The murmur of the snarkmatrix…

Jennifer § Two songs from The Muppet Movie / 2021-02-12 15:53:34
A few notes on daily blogging § Stock and flow / 2017-11-20 19:52:47
El Stock y Flujo de nuestro negocio. – redmasiva § Stock and flow / 2017-03-27 17:35:13
Meet the Attendees – edcampoc § The generative web event / 2017-02-27 10:18:17
Does Your Digital Business Support a Lifestyle You Love? § Stock and flow / 2017-02-09 18:15:22
Daniel § Stock and flow / 2017-02-06 23:47:51
Kanye West, media cyborg – MacDara Conroy § Kanye West, media cyborg / 2017-01-18 10:53:08
Inventing a game – MacDara Conroy § Inventing a game / 2017-01-18 10:52:33
Losing my religion | Mathew Lowry § Stock and flow / 2016-07-11 08:26:59
Facebook is wrong, text is deathless – Sitegreek !nfotech § Towards A Theory of Secondary Literacy / 2016-06-20 16:42:52

Reading Revolutions
 / 

Clive Thompson talks to the Stanford Study of Writing’s Andrea Lunsford about the astonishing decline super-tumescence of reading and writing:

“I think we’re in the midst of a literacy revolution the likes of which we haven’t seen since Greek civilization,” she says. For Lunsford, technology isn’t killing our ability to write. It’s reviving it

August 26, 2009 / Uncategorized

2 comments

I *really* liked the bit about kairos:

Lunsford’s team found that the students were remarkably adept at what rhetoricians call kairos—assessing their audience and adapting their tone and technique to best get their point across.
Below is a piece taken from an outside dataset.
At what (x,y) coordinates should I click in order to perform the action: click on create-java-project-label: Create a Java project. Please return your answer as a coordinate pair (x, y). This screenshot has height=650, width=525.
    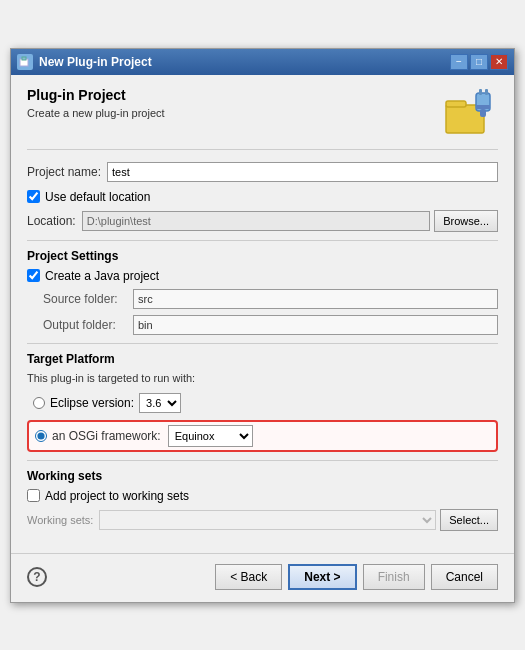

This flexibility isn’t restricted to the boundaries of formal writing. I marvel at the way some people invent and use whole new grammars for themselves on Tumblr, Twitter, whatever. Everything will be in lowercase, there will be crazy extra punctuation, sentences will be split apart into random-seeming shrapnel… but no, it’s not random. There is a merciless internal logic. Some of these personal grammars are seriously like Tolkien with his Elvish script. Hipster Runoff is the ur-example but there are plenty more, and many of them much less self-conscious.

And it’s always a trip when you can follow someone in more than one context, so you get a chance to see them flex their kairos—a no-caps twitter <3 here, a Formal Business Communication there.

/ Reply

The thing about kairos that doesn’t come across in the plain-sense translation Thompson offers is that it’s all about TIME. Timing, the moment of utterance, the moment of the speech, the sense of THIS moment in all of the times and places in history to give THIS speech. If chronos is cosmic time, the structure, the long duration, kairos is the event, the time when Things Happen. Cicero writing to Marc Antony, “you are Rome’s Helen of Troy,” knowing this will be read, out loud, by a reader who does not know what it says, in the Senate when Cicero himself is high-tailing it out of town, that he will be and has been part of the disaster he’s describing … That is kairos.

Writers coming of age today understand kairos because they write in time. And in-time. Has there ever been a moment where non-professionals have had to write so much in such an accelerated sense of fashion? In a not-quite-real-time, but a nearly-synchronized time, which is still the quasi-timeless time of writing?

In fact, I think this is the proper philosophical response to “While I Was Away.” Kairos Amok! (which is to say, chaos.)